Prompt: In the records below, find the line containing "Identify the location"; copy exactly that line and all lines after it to the end, and nothing else.
### Provided data ###
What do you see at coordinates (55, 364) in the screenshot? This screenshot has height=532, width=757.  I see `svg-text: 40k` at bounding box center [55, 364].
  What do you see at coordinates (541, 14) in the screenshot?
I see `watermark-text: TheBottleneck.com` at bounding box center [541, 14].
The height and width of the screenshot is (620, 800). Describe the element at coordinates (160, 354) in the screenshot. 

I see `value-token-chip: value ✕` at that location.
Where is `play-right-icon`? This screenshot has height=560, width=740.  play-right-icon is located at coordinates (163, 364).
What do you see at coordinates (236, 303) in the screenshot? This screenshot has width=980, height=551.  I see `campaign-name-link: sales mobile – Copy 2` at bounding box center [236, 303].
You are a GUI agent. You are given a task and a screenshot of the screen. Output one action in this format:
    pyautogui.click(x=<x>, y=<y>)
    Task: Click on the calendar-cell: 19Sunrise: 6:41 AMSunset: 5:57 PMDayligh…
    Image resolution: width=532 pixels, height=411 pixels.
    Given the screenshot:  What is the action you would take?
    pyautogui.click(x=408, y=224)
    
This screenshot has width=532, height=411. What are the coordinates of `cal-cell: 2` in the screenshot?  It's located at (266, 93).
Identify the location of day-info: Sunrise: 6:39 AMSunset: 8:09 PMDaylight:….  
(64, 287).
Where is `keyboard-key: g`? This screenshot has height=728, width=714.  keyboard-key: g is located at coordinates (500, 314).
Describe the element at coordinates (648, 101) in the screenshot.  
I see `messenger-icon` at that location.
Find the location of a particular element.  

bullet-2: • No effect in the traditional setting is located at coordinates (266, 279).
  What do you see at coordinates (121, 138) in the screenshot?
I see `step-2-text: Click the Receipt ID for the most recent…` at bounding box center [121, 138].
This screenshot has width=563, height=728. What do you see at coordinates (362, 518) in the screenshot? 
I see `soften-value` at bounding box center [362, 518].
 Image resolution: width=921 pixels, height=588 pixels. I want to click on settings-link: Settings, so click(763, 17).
###
Answer below:
Identify the location of day-info: Sunrise: 6:39 AMSunset: 8:09 PMDaylight:….  
(64, 287).
Where is `keyboard-key: g`? This screenshot has height=728, width=714.  keyboard-key: g is located at coordinates (500, 314).
Describe the element at coordinates (648, 101) in the screenshot.  
I see `messenger-icon` at that location.
Find the location of a particular element.  

bullet-2: • No effect in the traditional setting is located at coordinates (266, 279).
  What do you see at coordinates (121, 138) in the screenshot?
I see `step-2-text: Click the Receipt ID for the most recent…` at bounding box center [121, 138].
This screenshot has width=563, height=728. What do you see at coordinates (362, 518) in the screenshot? 
I see `soften-value` at bounding box center [362, 518].
 Image resolution: width=921 pixels, height=588 pixels. I want to click on settings-link: Settings, so click(763, 17).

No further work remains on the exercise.